A detailed survey of the varied character of Abergavenny’s suburbs will be on show at a Civic Society exhibition at the Gunter Mansion in Lower Cross Street on Friday, November 17. Volunteers have spent nearly four years surveying the town and Mardy, finding information about the history of the town’s growth and recording their impressions of the streets and the buildings. Now they want local people to add to the information and to say what they think of where they live.
The survey started as a pilot ‘characterisation’ study in partnership with the Civic Trust for Wales, aiming to test whether volunteers with limited experience could carry out the work to a near professional standard. Dick Cole, a retired town planner who led the project with Tony Konieczny, tells how the team had to learn how to look closely at buildings and learn the language of architecture and construction.
‘Old maps have been a great help too, though the absence of maps between the 1840s and 1880 makes it difficult to date early building in, say, North Street or Mardy,’ he added. Clearly there is plenty of scope for more research.

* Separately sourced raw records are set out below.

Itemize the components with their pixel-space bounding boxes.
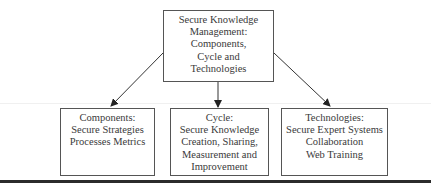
cycle-line: Secure Knowledge xyxy=(171,124,268,136)
root-line: Technologies xyxy=(164,63,273,75)
components-line: Processes Metrics xyxy=(61,136,154,148)
root-line: Secure Knowledge xyxy=(164,14,273,26)
technologies-line: Collaboration xyxy=(282,136,387,148)
components-line: Secure Strategies xyxy=(61,124,154,136)
cycle-line: Cycle: xyxy=(171,112,268,124)
arrow-to-components xyxy=(111,53,163,106)
technologies-line: Secure Expert Systems xyxy=(282,124,387,136)
arrow-to-technologies xyxy=(274,53,330,106)
root-line: Cycle and xyxy=(164,51,273,63)
bottom-rule xyxy=(0,180,431,183)
cycle-line: Creation, Sharing, xyxy=(171,136,268,148)
technologies-node-box: Technologies: Secure Expert Systems Coll… xyxy=(281,108,388,176)
components-line: Components: xyxy=(61,112,154,124)
components-node-box: Components: Secure Strategies Processes … xyxy=(60,108,155,176)
root-node-box: Secure Knowledge Management: Components,… xyxy=(163,10,274,82)
root-line: Components, xyxy=(164,38,273,50)
cycle-node-box: Cycle: Secure Knowledge Creation, Sharin… xyxy=(170,108,269,176)
root-line: Management: xyxy=(164,26,273,38)
cycle-line: Measurement and xyxy=(171,149,268,161)
technologies-line: Web Training xyxy=(282,149,387,161)
technologies-line: Technologies: xyxy=(282,112,387,124)
cycle-line: Improvement xyxy=(171,161,268,173)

An aim of the study was to identify the distinctive characteristics of the town that might be echoed or respected by new development. While locally quarried Old Red Sandstone and Welsh slate roofs feature extensively in pre-1914 building, these materials are now rarely used, and since 1945 there has been a succession of fashions in styles and materials. Tony Konieczny regrets that there is little truly modern architecture adding respectfully to the variety of the town. ‘Nationwide companies now build most houses and use similar ‘traditional’ styles that actually have little resemblance to what was actually being built here in the period they are imitating,’ he says.
They agree that the most important thing is to cherish the most distinctive of the thirty-six character areas that have been identified. Dick Cole says, ‘While we have some gems like Fosterville or parts of Grofield, it is equally important to protect the stone walls and trees of the top end of Pen-y-Pound, the village-like character of the Chapel Road and North Street area, and even an interesting recent development such as Maes y Llarwydd.
“Some of the council estates are interesting too, such as Poplars Close and Dan-y-Deri, the former on the site of a prisoner-of-war camp.’
Stan Pochron, the society’s new chairman, recommends the exhibition, ‘As a relatively new resident, I have found this work by our members invaluable for learning about the town.
“The story of the ancient centre is well researched, but little has been written about how the town has grown over the 180 years since the building of Grofield started.’